A number of clues suggested that Buckingham could be a spy. Secret agents and spies were everywhere, many of them planted by the East German secret police, the Stasi.
Intelligence and security specialist Anthony Glees says in the early 1980s, the Stasi were extremely active. "The Stasi were past masters at identity change and identity theft," said Glees. "The man who fell to earth, it would be like that."
Even his own daughter, Lyndsey, wondered if he could be a spy. She said he had all the "gadgets" and cameras mounted outside his house, as if someone were after him.
"He wouldn't answer the door. He wouldn't answer the phone. He'd have his curtains drawn all the time," she said. "I would say he's an incredibly paranoid person."
Another Life in America
When Buckingham appeared in court in November 2005 to face charges of passport fraud, he refused to reveal his identity. He was sentenced to 22 months in prison.
Meanwhile, a bigger clue came to Lyndsey in an e-mail, which read: "I know your father, he's my brother ... I'm a hundred percent serious, please contact me."
Attached to the e-mail there was a decade-old portrait of a family with her father in the middle of the photo.
Christopher Buckingham, the fake British lord, is actually Charles Albert Stopford, an American born in Orlando, Fla., the first of nine children. As small boy, he loved play-acting -- a way to escape the world around him.
From his earliest years, Charles was learning the skills of an imposter, acquiring a convincing British accent listening to the Beatles and watching Monty Python's Flying Circus.
"Anything my brother did, he performed, did it well," said Eric Stopford, Charles Stopford's estranged brother. "He could sell, you know, ice water to somebody in Alaska. You know? He was very convincing about what he did."

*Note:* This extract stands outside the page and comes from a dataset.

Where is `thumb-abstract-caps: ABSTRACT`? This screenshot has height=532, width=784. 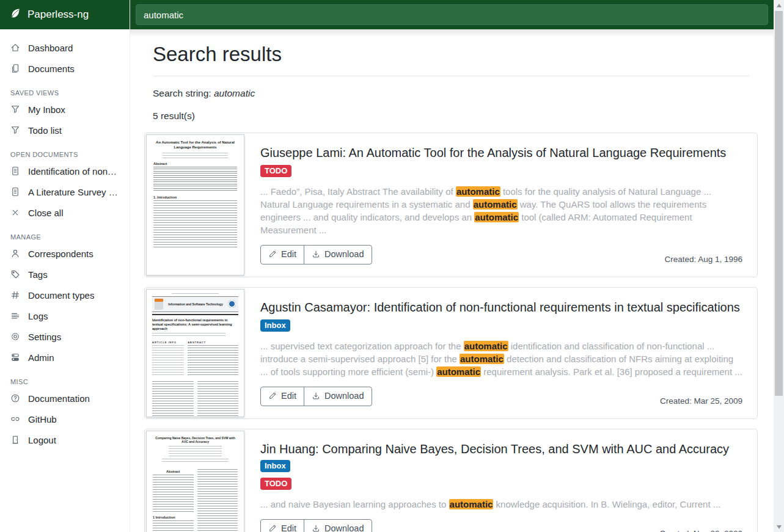 thumb-abstract-caps: ABSTRACT is located at coordinates (213, 342).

Persaud says that because Charles Stopford was from such a large family, he may have suffered emotional neglect from his busy parents.
"As a result, he might have ended up feeling bad about himself," Persaud said. "The need for attention leads him to decide, maybe if I was a different person I can solve the problem of not being someone I like and I can also therefore solve the problem of getting some kind of attention, so maybe that's why he becomes an imposter."
When Lyndsey found out she had many more relatives in America, she and her brother Edward traveled to Florida to visit to Stopfords. They met their father's real mother, Barbara McKay, and they found they had 23 new cousins, two aunts and six uncles.
The meeting finally provided clarity for the Buckingham family and the Stopfords after so many years of deceit and uncertainty.
After the trip to visit the Stopfords in Florida, Lyndsey surmised that her father just got into a web of lies, and he loved the family too much to tell them that he had lied.
"We are a forgiving bunch," she said. "Nobody is perfect. We just want to forgive him and start fresh."
Stopford Recalls Little of Buckingham Identity
British authorities are preparing to deport Charles Stopford back to America. He says he's lost his memory since a car accident in 2002 that left him near dead, and he can't remember much about his former life.
At the end of it all, the prodigal son has returned without any recriminations, even from the daughter he betrayed.
Given the families response, maybe now for the first time in decades, he'll be able to be himself -- plain, old Charlie Stopford.
Perhaps, he'll learn one simple lesson -- that what you already have is often much better than what you dream of.